Photo of Hofesh Schechter

2014: Hofesh Shechter

Critically acclaimed choreographer, dancer, musician, composer and performer Hofesh Shechter helmed the 2014 Festival

‘Visionary’ Brighton Festival 2014

This year the critically acclaimed choreographer, dancer, musician, composer and performer Hofesh Shechter was at the helm the Festival and we danced our way around an incredible 3 weeks of 147 events in 34 venues across the city.

View a day by day highlight of the Festival here on our news pages.
We also have an amazing library of videos, podcasts and live streams from 2014 too. See our Extras page.

“Being Guest Director of Brighton Festival this year has been an amazing experience for me. It has been such a privilege to spend the whole three weeks in Brighton – which is a very special place to me and my company – I have always loved festivals. Everyone is an outsider and – immediately – nobody is. They are places of gathering, where cultures and society can be questioned, celebrated and ridiculed, a space where we restructure the world the way we want it – a great festival feels like a country all of its own, and I will certainly always be a citizen of the Brighton Festival.” Hofesh Shechter

Described as ‘visionary’ by the Daily Telegraph, our wide-ranging programme of exciting performances, ground-breaking visual arts, talks from international, national and home-grown companies and artists has been acclaimed by audiences, artists and critics alike, with attendance across the Festival exceeding 81% of capacity.

The programme was truly genre defying and featured the highest number of premieres and commissions to date, including the world premieres of Vanishing Point’s Tomorrow and Lost Dog & Lucy Kirkwood’s dance piece Like Rabbits, alongside UK premieres of international theatre company Berlin’s multi-media work Perhaps All the Dragons and contemporary circus from Feria Musica in Sinué.

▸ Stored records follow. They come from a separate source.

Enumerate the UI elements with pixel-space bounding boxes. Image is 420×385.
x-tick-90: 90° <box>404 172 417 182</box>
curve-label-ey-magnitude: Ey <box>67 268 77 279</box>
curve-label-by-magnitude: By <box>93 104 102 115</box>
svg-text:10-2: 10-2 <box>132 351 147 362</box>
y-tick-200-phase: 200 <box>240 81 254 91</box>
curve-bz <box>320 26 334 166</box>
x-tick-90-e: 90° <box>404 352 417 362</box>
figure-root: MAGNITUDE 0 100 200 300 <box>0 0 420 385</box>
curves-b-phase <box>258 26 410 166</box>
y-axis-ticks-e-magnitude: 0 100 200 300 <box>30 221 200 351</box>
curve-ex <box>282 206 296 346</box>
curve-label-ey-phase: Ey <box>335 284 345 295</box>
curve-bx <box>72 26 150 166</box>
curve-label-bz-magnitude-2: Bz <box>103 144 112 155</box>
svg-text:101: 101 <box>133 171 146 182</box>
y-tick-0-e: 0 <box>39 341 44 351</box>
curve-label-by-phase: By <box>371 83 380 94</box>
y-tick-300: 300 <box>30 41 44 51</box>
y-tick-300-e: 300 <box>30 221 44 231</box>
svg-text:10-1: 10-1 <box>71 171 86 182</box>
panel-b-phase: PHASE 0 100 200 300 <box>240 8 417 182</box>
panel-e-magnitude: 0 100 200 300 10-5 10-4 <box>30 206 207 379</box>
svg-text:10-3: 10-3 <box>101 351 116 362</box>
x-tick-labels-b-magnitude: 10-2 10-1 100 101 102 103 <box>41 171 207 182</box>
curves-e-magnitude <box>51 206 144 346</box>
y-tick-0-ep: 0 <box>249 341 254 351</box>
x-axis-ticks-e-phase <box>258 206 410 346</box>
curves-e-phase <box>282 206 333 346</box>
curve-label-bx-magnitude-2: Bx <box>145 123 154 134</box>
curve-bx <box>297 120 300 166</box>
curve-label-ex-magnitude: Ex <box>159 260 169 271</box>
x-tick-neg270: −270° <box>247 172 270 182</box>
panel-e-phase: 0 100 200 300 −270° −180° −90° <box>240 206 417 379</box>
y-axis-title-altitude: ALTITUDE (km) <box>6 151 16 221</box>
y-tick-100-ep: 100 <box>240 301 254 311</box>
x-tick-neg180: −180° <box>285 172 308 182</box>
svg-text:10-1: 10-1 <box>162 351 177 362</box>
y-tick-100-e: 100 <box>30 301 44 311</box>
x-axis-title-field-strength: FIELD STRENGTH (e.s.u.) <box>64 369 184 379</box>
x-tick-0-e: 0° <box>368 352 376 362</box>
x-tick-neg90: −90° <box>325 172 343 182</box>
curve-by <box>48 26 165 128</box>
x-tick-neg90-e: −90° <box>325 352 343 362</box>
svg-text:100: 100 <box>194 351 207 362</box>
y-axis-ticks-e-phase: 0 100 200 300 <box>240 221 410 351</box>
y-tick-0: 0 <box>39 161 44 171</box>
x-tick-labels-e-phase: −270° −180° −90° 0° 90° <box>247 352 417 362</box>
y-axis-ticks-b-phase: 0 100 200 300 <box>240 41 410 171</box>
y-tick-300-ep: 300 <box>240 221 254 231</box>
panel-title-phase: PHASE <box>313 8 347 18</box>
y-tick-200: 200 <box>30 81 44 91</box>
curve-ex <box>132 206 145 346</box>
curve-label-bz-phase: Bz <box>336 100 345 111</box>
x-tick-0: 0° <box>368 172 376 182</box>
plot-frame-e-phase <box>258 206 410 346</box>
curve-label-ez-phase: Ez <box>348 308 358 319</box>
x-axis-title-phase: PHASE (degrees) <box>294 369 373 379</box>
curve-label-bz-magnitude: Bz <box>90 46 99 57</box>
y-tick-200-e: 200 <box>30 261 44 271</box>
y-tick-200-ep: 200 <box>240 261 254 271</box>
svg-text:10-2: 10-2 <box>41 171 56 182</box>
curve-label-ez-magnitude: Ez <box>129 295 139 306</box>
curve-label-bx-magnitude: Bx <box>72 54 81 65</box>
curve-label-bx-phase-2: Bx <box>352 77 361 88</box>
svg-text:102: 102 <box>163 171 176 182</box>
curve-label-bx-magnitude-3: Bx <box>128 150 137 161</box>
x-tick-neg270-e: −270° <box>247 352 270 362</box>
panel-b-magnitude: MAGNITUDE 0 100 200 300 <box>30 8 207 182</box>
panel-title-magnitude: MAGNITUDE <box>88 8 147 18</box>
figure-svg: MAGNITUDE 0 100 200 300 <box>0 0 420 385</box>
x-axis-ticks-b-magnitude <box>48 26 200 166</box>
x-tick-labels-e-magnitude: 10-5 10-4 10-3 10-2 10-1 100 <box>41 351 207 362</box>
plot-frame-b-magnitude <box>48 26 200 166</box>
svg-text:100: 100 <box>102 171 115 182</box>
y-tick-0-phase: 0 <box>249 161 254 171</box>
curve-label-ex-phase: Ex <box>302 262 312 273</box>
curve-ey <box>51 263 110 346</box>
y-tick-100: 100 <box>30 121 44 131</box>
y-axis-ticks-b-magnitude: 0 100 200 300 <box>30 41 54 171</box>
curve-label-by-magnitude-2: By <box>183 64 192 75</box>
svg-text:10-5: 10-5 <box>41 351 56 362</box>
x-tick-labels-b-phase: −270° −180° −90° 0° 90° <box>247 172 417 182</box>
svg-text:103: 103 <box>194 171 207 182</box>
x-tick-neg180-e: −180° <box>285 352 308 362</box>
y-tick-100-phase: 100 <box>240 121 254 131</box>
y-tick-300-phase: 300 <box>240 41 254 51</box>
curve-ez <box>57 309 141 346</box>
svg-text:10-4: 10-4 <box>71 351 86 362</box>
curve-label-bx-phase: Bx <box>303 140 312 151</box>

Opus No.7 by acclaimed Russian theatre director Dmitry Krymov - a UK premiere at the Festival - received 4 stars from all the major broadsheet critics. Matt Trueman, writing in the Daily Telegraph, described the work as ‘visionary stuff, utterly singular’; Lyn Gardner in the Guardian said it was ‘unbearably poignant’ and ‘visually stunning’.

One of the Festival’s biggest hits wasWilliam Forsythe’s interactive choreographic installationNowhere and Everywhere at the Same time, no.2 in Circus Street Market with more than 12 500 visitors dancing in the piece during the three week period. Visitors described it as ‘amazing’, ‘hypnotic’ and ‘better than brilliant’, Instagram spread word about the installation to 32million international followers via its weekly ‘ArtThursday’ blog and a video documenting its installation attracted 60 000 views. See it here.

The 80th birthday of legendary composer Sir Harrison Birtwistlewas celebrated with a series of events, headlined by a revival of his 1969 Brighton Festival commission Down by the Greenwood Side. Set in a disused brewery depot in Lewes, this unique production continued the Festival’s tradition of pioneering site-specific and immersive performances in unusual locations.

Other Brighton Festival 2014 exclusives included a new visual arts co-commission by Yinka Shonibare MBE titled The British Library, which has now been extended until 22 June due to popular demand, Tangled Feet’s immersive, free outdoor performance One Million and much more.

Brighton Festival also played host to an eclectic mix of names across contemporary music; from iconic country music singer Emmylou Harris to a rare live performance from Cat Power and a tour de force performance from Peaches in her one woman rendition of Peaches Christ Superstar – of which Caroline Sullivan in the Guardian wrote simply ‘what a woman. What a show.’

The books and debate strand of the programme boasted a number of high-profile events included a sell-out lecture by best-selling author and designer David McCandless, conversations with Irvine Welsh,Jeremy Deller, Viv Albertinealongside discussions and talks about maths, migration and dementia.

Events for all the family this year included a UK premieres of Tanzfuchs Produktion’s dance extravaganzaMunch! for the under 4s and Enhanced Dance to Disguised Music; Belgian choreographer Thomas Hauert’s first piece for young people accompanied by a prepared piano soundtrack by John Cage. Meanwhile, on film the Cinema of Childhood (throughout May) - curated by Mark Cousins - lookeded at the depiction of children in cinema.

Andrew Comben, Chief Executive of Brighton Dome & Brighton Festival, said, “We have been delighted with how well the Festival has been received this year. Indeed, I can’t remember a festival where audience members have sought me out so frequently to tell me how much they've enjoyed their experience.”